The idea that there is something out there- just out of my


reach waiting to be discovered, only still locked away. I used to collect them and my
parents would gift them to me, for birthdays or christmases. Keys from different
centuries, with different inscriptions or details. I'd hold the cold metal in my palm and
make up stories of where the keys have been. What I could become if I only went
searching for it.
There’s something about keys that feel so human. They hold a secret from someone
before me, a hidden message of a life I’ll never know. I want to know them all. I would
love to sit with every person I’ve collected a stamp from, an old postcard from Italy, an
old key to a long lost jewelry box. I want to learn their names, their fears and how much
they loved. I want to know everything about everyone. One key in particular was passed
down in my family, and I like to think it holds all the secrets and power I could ever
need. I don’t care if I'm too old to believe in magic, there is so much magic in mystery,
and there is so much mystery everywhere you look. Ff you choose to look. When I was
younger I would imagine these keys would lead me to mystical worlds in the back of my
closet, or in the locked room in the basement. I thought I could find some escape from
the mundane and the prosaic, and the promise of possibility was enough to sustain me.
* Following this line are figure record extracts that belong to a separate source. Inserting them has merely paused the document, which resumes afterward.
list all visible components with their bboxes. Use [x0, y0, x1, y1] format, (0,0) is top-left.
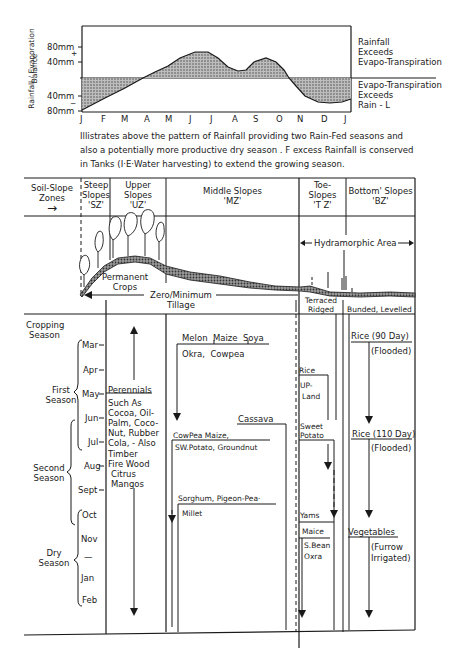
month-nov: Nov — [81, 534, 98, 544]
zone-steep-slopes: Steep Slopes 'SZ' — [81, 180, 111, 210]
crop-line: Nut, Rubber — [108, 428, 159, 438]
tick-neg80: 80mm — [47, 106, 74, 116]
crop-rice: Rice — [299, 366, 315, 375]
season-line: First — [44, 385, 78, 395]
legend-positive-line: Evapo-Transpiration — [358, 57, 442, 67]
crop-line: Palm, Coco- — [108, 418, 158, 428]
heading-line: Season — [26, 330, 64, 340]
crop-okra-cowpea: Okra, Cowpea — [182, 349, 244, 359]
crop-okra: Oxra — [304, 552, 322, 561]
dry-season-label: Dry Season — [36, 548, 72, 568]
month-label: D — [321, 114, 328, 124]
month-label: A — [232, 114, 238, 124]
season-line: Dry — [36, 548, 72, 558]
crop-furrow: (Furrow — [371, 542, 403, 552]
month-dec: — — [84, 552, 93, 562]
zone-line: Middle Slopes — [166, 186, 299, 196]
zone-line: Upper — [110, 180, 166, 190]
y-axis-label-2: Balance — [30, 39, 39, 99]
season-line: Season — [30, 473, 68, 483]
crop-melon-maize-soya: Melon Maize Soya — [182, 333, 264, 343]
zone-toe-slopes: Toe- Slopes 'T Z' — [299, 180, 346, 210]
zone-line: Slopes — [299, 190, 346, 200]
month-label: N — [297, 114, 303, 124]
heading-line: Cropping — [26, 320, 64, 330]
crop-flooded: (Flooded) — [371, 346, 411, 356]
month-label: M — [121, 114, 128, 124]
month-sept: Sept — [78, 485, 97, 495]
zone-line: Bottom' Slopes — [346, 186, 415, 196]
terraced-label: Terraced Ridged — [299, 296, 343, 314]
zone-line: 'SZ' — [81, 200, 111, 210]
permanent-crops-label: Permanent Crops — [100, 272, 150, 292]
month-label: J — [189, 114, 192, 124]
crop-line: Citrus — [111, 469, 136, 479]
month-jan: Jan — [81, 573, 94, 583]
label-line: Zero/Minimum — [146, 290, 216, 300]
crop-perennials: Perennials — [108, 385, 152, 395]
month-label: M — [165, 114, 172, 124]
crop-rice-90-day: Rice (90 Day) — [351, 331, 409, 341]
legend-negative-line: Exceeds — [358, 90, 393, 100]
crop-line: Cola, - Also — [108, 438, 156, 448]
crop-line: Mangos — [111, 479, 144, 489]
crop-sw-potato-groundnut: SW.Potato, Groundnut — [175, 443, 257, 452]
month-mar: Mar — [82, 340, 98, 350]
label-line: Permanent — [100, 272, 150, 282]
first-season-label: First Season — [44, 385, 78, 405]
crop-cassava: Cassava — [238, 414, 273, 424]
crop-sbean: S.Bean — [304, 541, 330, 550]
month-oct: Oct — [82, 510, 97, 520]
hydromorphic-label: Hydramorphic Area — [314, 238, 397, 248]
month-label: J — [344, 114, 347, 124]
tillage-label: Zero/Minimum Tillage — [146, 290, 216, 310]
bunded-label: Bunded, Levelled — [347, 305, 412, 314]
zone-line: Slopes — [81, 190, 111, 200]
zone-line: Slopes — [110, 190, 166, 200]
crop-yams: Yams — [300, 511, 319, 520]
crop-line: Fire Wood — [108, 459, 150, 469]
month-label: S — [253, 114, 258, 124]
crop-cowpea-maize: CowPea Maize, — [173, 431, 229, 440]
zone-middle-slopes: Middle Slopes 'MZ' — [166, 186, 299, 206]
label-line: Crops — [100, 282, 150, 292]
month-label: O — [276, 114, 283, 124]
crop-upland: UP- — [300, 381, 313, 390]
zone-line: 'UZ' — [110, 200, 166, 210]
month-jun: Jun — [85, 413, 98, 423]
season-line: Season — [44, 395, 78, 405]
cropping-season-heading: Cropping Season — [26, 320, 64, 340]
crop-vegetables: Vegetables — [348, 527, 395, 537]
legend-negative-line: Evapo-Transpiration — [358, 80, 442, 90]
caption-line: also a potentially more productive dry s… — [80, 145, 414, 155]
crop-flooded: (Flooded) — [371, 443, 411, 453]
crop-line: Timber — [108, 449, 138, 459]
zone-line: 'T Z' — [299, 200, 346, 210]
zones-label: Soil-Slope Zones → — [24, 183, 80, 213]
month-apr: Apr — [83, 365, 98, 375]
second-season-label: Second Season — [30, 463, 68, 483]
month-jul: Jul — [88, 437, 98, 447]
season-line: Season — [36, 558, 72, 568]
zone-line: 'BZ' — [346, 196, 415, 206]
crop-line: Cocoa, Oil- — [108, 408, 154, 418]
crop-maize: Maice — [302, 527, 324, 536]
crop-irrigated: Irrigated) — [371, 553, 411, 563]
label-line: Ridged — [299, 305, 343, 314]
label-line: Tillage — [146, 300, 216, 310]
tick-pos40: 40mm — [47, 57, 74, 67]
month-may: May — [82, 389, 100, 399]
zones-label-line: Soil-Slope — [24, 183, 80, 193]
crop-line: Such As — [108, 398, 142, 408]
month-label: J — [80, 114, 83, 124]
label-line: Terraced — [299, 296, 343, 305]
legend-negative-line: Rain - L — [358, 100, 390, 110]
y-axis-label-line2: Balance — [30, 54, 39, 84]
legend-positive-line: Rainfall — [358, 37, 390, 47]
month-feb: Feb — [82, 595, 97, 605]
zone-line: Toe- — [299, 180, 346, 190]
month-label: A — [144, 114, 150, 124]
zone-upper-slopes: Upper Slopes 'UZ' — [110, 180, 166, 210]
season-line: Second — [30, 463, 68, 473]
crop-sorghum-pigeon-pea: Sorghum, Pigeon-Pea· — [178, 494, 260, 503]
Now I find myself seeing these small and insignificant parts of people's lives as cracks in
the pavement, leading up to me. But the most magical thing of all, is that somewhere out
there, there is a girl holding a box that belongs to the key I keep on my bedside table, or
on a string around my neck. I am so connected to someone I will never get to know.
Life can be such an isolating experience, when you live in your room. I guess I find a
sort of connection in collection. I am never really alone when I am a part of something
so much bigger than myself. There is so much out there, if I could only leave this room.
There is something so beautiful about discarded things. This key opened a door once,
that postcard was handwritten and the sketches drawn along the side were made with
love. Maybe they kissed the envelope, I always do. At the end of the day, I don't think I
want to know what these keys open, all the things I could be. The imagination is infinite,
and it is what keeps me alive. I hope when they lay my body into the ground, and I am
no longer here to wonder and imagine and yearn, someone finds my keys in a thrift
store, the postcards I send to my friends, the initials on my wall.